About the author: Williette Nyanue is assistant editor for Water & Wastes Digest. Nyanue can be reached at [email protected] or 847.954.7922.
With just 10,000 residents, Pulaski is a small town located in Pulaski County, in southwestern Virginia. The town’s sole water treatment plant was constructed in 1951 as a conventional 4-million-gal-per-day plant with coagulation, sedimentation and filtration processes. The contract for the construction of the plant was awarded to F.L. Showalter Inc., with filter equipment and steel tank contracts awarded to Robert’s Filter Mfg. Co., and the Chicago Bridge & Iron Co., respectively. The plant was built with four 750,000-gal rapid sand filter units, coke tray aerators, a mixer basin equipped with an Infilco accelerator, a carbon dioxide contact chamber, a coagulation basin, an oil-fired carbon dioxide generator, sand filters, chemical feeders, lift pumps and booster pumps.
Plant Processes
The source of the town’s water is a clear mountain stream located about 6 miles west of Pulaski, called Peak Creek. According to Gary McCollum, senior engineer, Draper Aden Associates, design engineer for the Town of Pulaski Water Treatment Plant Upgrade project, the water goes through a detailed process to meet the state’s stringent regulations for turbidity. “Although Peak Creek typically runs under 5 ntu, we’ve got to get down to fractional levels,” McCollum said. “Sometimes the source will kick up to 60 or 100 ntu during a storm event, so then the treatment process is very valuable.”
After creek flow is pumped up to the water treatment plant, it gets metered, a chemical is added and a flocculent called Brennfloc is used. The water then goes into the superpulsator—a technology that utilizes a flocculation/clarification unit to remove color, turbidity and organic materials. After the solids formed by the superpulsator process fall to the bottom of the pulsator, the water goes through a conventional high-rate filtration step, which includes anthracite and sand filter media. Next, the water enters the plant clear well, and is chlorinated and then pumped into finished water pumps and out into the distribution system.
“There are several tanks and several pump stations out in the system because the town of Pulaski is very hilly and there are multiple pressure zones that need to be fed,” McCollum said. The plant currently runs at half its capacity.
Improvement Plans
Pulaski’s water treatment plant has been long overdue for upgrades: The plant was last upgraded in 1989, when engineers replaced the coagulation and sedimentation portion of the conventional plant with the superpulsator. “The biggest [issue] is that the equipment that’s included in the plant is obsolete. It’s gotten very difficult to get replacement parts for any of the equipment,” McCollum said. Some of the outdated equipment includes hydraulically operated valves—which, according to McCollum, is an old design—and worn sand filter media.
The Town of Pulaski Water Treatment Plant Upgrade project was designed to perform needed equipment upgrades. The project, which is going to bid in October 2013 with plans of completion in September of 2014, will yield electrically operated valves, and the sand media will be changed out. Additional improvements of the $2.2-million Virginia Department of Health Revolving Loan-funded project will include upgrades to some of the chemical feed systems, as well as a new dry-feed soda ash feeder. The plant will switch from feeding gas chlorine to sodium hypochlorite, and will obtain a bulk storage tank for sodium hypochlorite storage. The plant will get another bulk storage tank for the Brennfloc, which is currently delivered in large shipping containers.
Another much-needed upgrade will be the acquisition of emergency generators that will take care of the raw water pump in case the station loses power—an incident that has happened much more frequently due to severe weather events in the region. “They actually had a tornado in town, in April 2011 that didn’t directly hit any of the facilities, but it took power from the town,” McCollum said. “They’ve had four or five incidents over the past three years. Each one has been pretty severe. They had to open valves to another system to allow water in.”
Future Opportunities
In addition to the equipment upgrades that will take place, McCollum noted that there were many other structural upgrades that the town will need to make in the future. He cited that the plant has old windows and doors, and roofing issues. More upgrades are expected when the town has enough money to fund new projects. For example, the lighting inside the plant can be upgraded to brighten up the place while lowering energy costs. “They also could do better with their heating bill,” McCollum said. “They could make energy improvements, which right now they’re not in the position to fund, but we have to look forward to future opportunities.”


WORK TASK:
In how many lines of the records does the string "outline" appear? State only the number.

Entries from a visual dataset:
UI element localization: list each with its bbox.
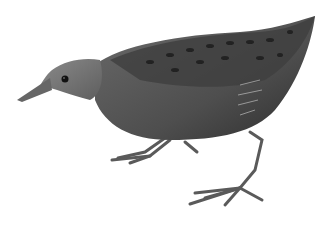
legs [112,132,262,205]
bird-figure [0,0,330,240]
beak [17,78,52,102]
eye [62,76,69,83]
bird-illustration [0,0,330,240]
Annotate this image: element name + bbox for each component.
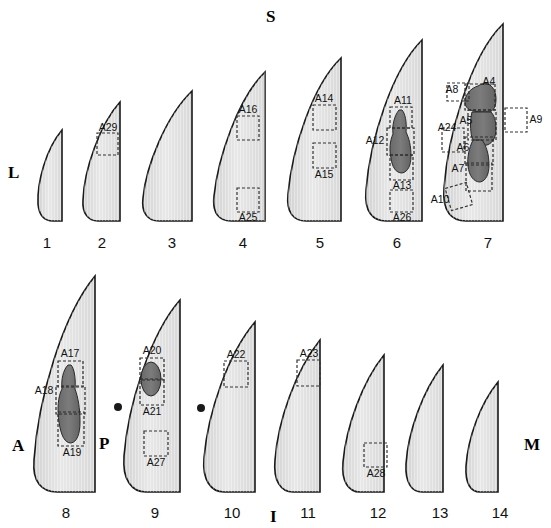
sections-canvas [0, 0, 551, 528]
roi-label-A20: A20 [143, 345, 162, 356]
roi-label-A21: A21 [143, 406, 162, 417]
section-shape-2 [83, 102, 120, 221]
roi-label-A19: A19 [63, 447, 82, 458]
roi-label-A15: A15 [315, 169, 334, 180]
roi-label-A12: A12 [366, 135, 385, 146]
orientation-label-superior: S [266, 8, 275, 25]
roi-label-A16: A16 [239, 104, 258, 115]
roi-label-A5: A5 [460, 115, 473, 126]
roi-label-A28: A28 [367, 468, 386, 479]
roi-label-A23: A23 [300, 348, 319, 359]
section-shape-5 [288, 58, 341, 221]
roi-label-A13: A13 [393, 180, 412, 191]
section-number-6: 6 [393, 235, 401, 250]
dark-region-7-lower [468, 140, 489, 182]
section-number-2: 2 [98, 235, 106, 250]
section-shape-3 [143, 91, 192, 221]
section-number-10: 10 [224, 505, 241, 520]
section-shape-13 [406, 365, 443, 492]
roi-label-A26: A26 [393, 212, 412, 223]
section-number-14: 14 [492, 505, 509, 520]
roi-label-A29: A29 [99, 122, 118, 133]
roi-box-A9 [505, 108, 527, 132]
orientation-label-medial: M [524, 436, 540, 453]
landmark-dot-9 [114, 403, 122, 411]
roi-label-A7: A7 [452, 163, 465, 174]
roi-label-A14: A14 [315, 93, 334, 104]
section-shape-14 [466, 382, 498, 492]
anatomical-section-figure: S I L M A P 1 2 3 4 5 6 7 8 9 10 11 12 1… [0, 0, 551, 528]
roi-label-A27: A27 [147, 457, 166, 468]
landmark-dot-10 [197, 404, 205, 412]
section-number-11: 11 [300, 505, 316, 520]
roi-label-A9: A9 [530, 114, 543, 125]
roi-label-A4: A4 [483, 76, 496, 87]
roi-label-A24: A24 [438, 122, 457, 133]
roi-label-A22: A22 [227, 349, 246, 360]
roi-label-A8: A8 [446, 84, 459, 95]
section-number-12: 12 [370, 505, 387, 520]
section-number-4: 4 [239, 235, 247, 250]
roi-label-A11: A11 [394, 95, 412, 106]
section-shape-1 [38, 130, 62, 221]
section-number-13: 13 [432, 505, 449, 520]
orientation-label-inferior: I [270, 508, 277, 525]
section-number-1: 1 [43, 235, 51, 250]
roi-label-A10: A10 [431, 194, 450, 205]
section-number-5: 5 [316, 235, 324, 250]
roi-label-A18: A18 [35, 385, 54, 396]
section-number-7: 7 [484, 235, 492, 250]
section-shape-4 [214, 72, 265, 221]
roi-label-A6: A6 [457, 142, 470, 153]
orientation-label-anterior: A [12, 437, 24, 454]
section-number-9: 9 [151, 505, 159, 520]
orientation-label-lateral: L [8, 164, 19, 181]
roi-label-A17: A17 [61, 348, 80, 359]
orientation-label-posterior: P [99, 435, 109, 452]
roi-label-A25: A25 [239, 212, 258, 223]
section-number-8: 8 [62, 505, 70, 520]
section-number-3: 3 [168, 235, 176, 250]
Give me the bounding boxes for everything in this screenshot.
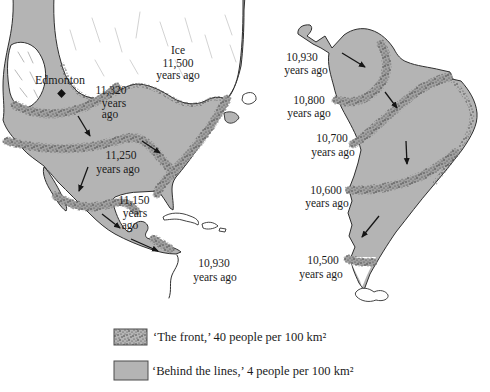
front-stipple-swatch-texture — [114, 329, 147, 345]
puerto-rico-outline — [219, 228, 226, 232]
na-front-label-11250: 11,250 — [105, 149, 136, 162]
behind-plain-swatch — [114, 361, 148, 380]
sa-front-label-10800: 10,800 — [293, 94, 325, 107]
cuba-outline — [163, 213, 199, 225]
legend-front-label: ‘The front,’ 40 people per 100 km² — [153, 330, 327, 344]
na-front-label-11250-l2: years ago — [96, 163, 140, 176]
na-front-label-11150: 11,150 — [118, 194, 149, 207]
front-band-10500 — [348, 259, 373, 262]
nova-scotia — [224, 112, 239, 123]
sa-front-label-10930-l2: years ago — [284, 64, 328, 77]
americas-migration-map: Edmonton Ice 11,500 years ago 11,320 yea… — [0, 0, 490, 392]
sa-front-label-10930: 10,930 — [286, 51, 318, 64]
edmonton-label: Edmonton — [35, 73, 85, 87]
colombia-coastline-hint — [169, 255, 178, 298]
sa-front-label-10800-l2: years ago — [287, 107, 331, 120]
na-front-label-11150-l3: ago — [122, 219, 139, 232]
legend-behind-label: ‘Behind the lines,’ 4 people per 100 km² — [152, 364, 354, 378]
sa-front-label-10500: 10,500 — [307, 254, 339, 267]
americas-colonization-figure: Edmonton Ice 11,500 years ago 11,320 yea… — [0, 0, 490, 392]
legend-item-front: ‘The front,’ 40 people per 100 km² — [114, 329, 327, 345]
na-front-label-10930-l2: years ago — [193, 271, 237, 284]
sa-front-label-10500-l2: years ago — [299, 268, 343, 281]
sa-front-label-10600-l2: years ago — [305, 197, 349, 210]
na-front-label-10930: 10,930 — [198, 257, 230, 270]
legend-item-behind: ‘Behind the lines,’ 4 people per 100 km² — [114, 361, 354, 380]
ice-label-line2: 11,500 — [162, 57, 193, 70]
newfoundland-outline — [242, 93, 256, 105]
tierra-del-fuego-outline — [355, 288, 388, 301]
ice-label-line1: Ice — [171, 44, 185, 56]
ice-label-line3: years ago — [156, 69, 200, 82]
north-america-map: Edmonton Ice 11,500 years ago 11,320 yea… — [3, 0, 256, 298]
sa-front-label-10600: 10,600 — [310, 184, 342, 197]
south-america-map: 10,930 years ago 10,800 years ago 10,700… — [284, 25, 477, 302]
legend: ‘The front,’ 40 people per 100 km² ‘Behi… — [114, 329, 354, 380]
sa-front-label-10700: 10,700 — [316, 132, 348, 145]
hispaniola-outline — [202, 222, 218, 229]
na-front-label-11150-l2: years — [123, 207, 148, 220]
na-front-label-11320-l3: ago — [102, 108, 119, 121]
na-front-label-11320: 11,320 — [95, 84, 126, 97]
sa-front-label-10700-l2: years ago — [311, 146, 355, 159]
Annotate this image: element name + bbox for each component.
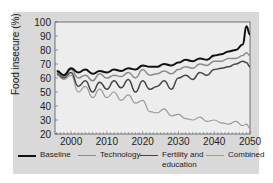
x-tick-label: 2000 bbox=[60, 136, 83, 147]
y-tick-label: 20 bbox=[40, 129, 52, 140]
x-tick-label: 2020 bbox=[132, 136, 155, 147]
legend-item-fertility-education: Fertility andeducation bbox=[140, 150, 203, 170]
y-tick-label: 30 bbox=[40, 115, 52, 126]
legend-item-technology: Technology bbox=[78, 150, 140, 160]
y-tick-label: 90 bbox=[40, 31, 52, 42]
y-tick-label: 50 bbox=[40, 87, 52, 98]
y-tick-label: 60 bbox=[40, 73, 52, 84]
y-tick-label: 70 bbox=[40, 59, 52, 70]
legend-swatch bbox=[18, 155, 36, 157]
x-tick-label: 2010 bbox=[96, 136, 119, 147]
legend-label-fertility: Fertility andeducation bbox=[162, 150, 203, 170]
y-tick-label: 80 bbox=[40, 45, 52, 56]
x-tick-label: 2040 bbox=[203, 136, 226, 147]
x-tick-label: 2050 bbox=[239, 136, 262, 147]
x-tick-label: 2030 bbox=[167, 136, 190, 147]
y-tick-label: 100 bbox=[34, 17, 51, 28]
y-axis: 2030405060708090100 bbox=[34, 17, 58, 140]
legend-item-baseline: Baseline bbox=[18, 150, 71, 160]
plot-area bbox=[55, 22, 250, 134]
legend-swatch bbox=[78, 155, 96, 156]
y-tick-label: 40 bbox=[40, 101, 52, 112]
legend-swatch bbox=[206, 155, 224, 156]
legend-item-combined: Combined bbox=[206, 150, 264, 160]
legend-swatch bbox=[140, 155, 158, 156]
y-axis-title: Food insecure (%) bbox=[10, 13, 21, 95]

RESPONSE BOX:
5